Telecoms teaches other industries

Susana Schwartz
20 Oct 2011
00:00

Because of limitations in their charging and billing capabilities, companies outside of telecom tend to take a ‘one-size-fits-all’ approach to services and pricing. In order to stimulate customer consumption, deepen customer loyalty and drive recurring revenue streams, all industries can stand to learn from telecom’s fixed and mobile evolution – from simple subscription business models toward today’s increasingly personalized activity oriented approaches driven by real-time rating, charging and intelligence around customer usage, behaviors and preferences.

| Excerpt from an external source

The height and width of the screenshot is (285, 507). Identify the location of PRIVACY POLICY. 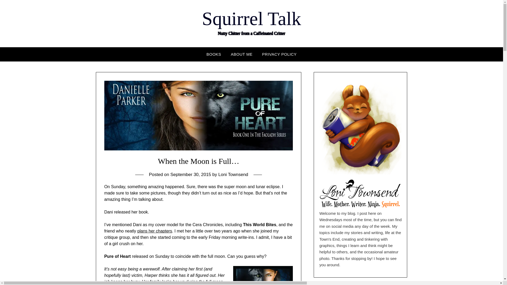
(280, 54).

Naturally, all industries stand to benefit from building better customer relationships and creating recurring revenue streams that extend customer lifetime value. Whether in smart grids and utilities; cable, media and entertainment; defense; cable; retail; manufacturing; or automotive, TM Forum and its members recognize that all sectors have an opportunity to learn from the telecom industry and expedite their evolution from simple one-time transactions or subscription business models toward relationship-oriented business models built around customer activity, segmentation and personalization.

Whether bricks and mortar, virtual or digital, all companies have to think about how to drive longer-term relationships and stimulate more customer consumption if they are to survive and even thrive in increasingly deregulated, highly competitive commoditized markets. To engage customers and entice them to consume more, billing and charging capabilities have to evolve to accommodate people’s ever-changing usage patterns, circumstances, behaviors and preferences. Or, better yet, billing and charging should become strategic assets that actually drive people’s patterns and behaviors in new directions. As Google execs say, "to know what customers know," and perhaps to know it even before they do.

The problem is that most businesses are limited by charging engines and billing solutions that accommodate only three simplified price ‘levers’ – quantity based pricing, duration of a subscription and the product mix of the subscription.

Over time, being limited by those three levers leads to lower ARPU and disenchantment of profitable customers. “Companies have to accept that the concept of ‘cornering the market’ no longer exists; there’s no such thing as a single market. Just walk by the average store and see how many different styles of jeans there are - baggy, skinny, high-cut, low-cut; walk by an automobile dealership and notice the different styles of each model - sporty, minivan, hybrid, SUV. It’s all a microcosm of the personalization consumers are seeking in all facets of their lives,” says Kleavin Howatt, director of product management for TM Forum member, Transverse.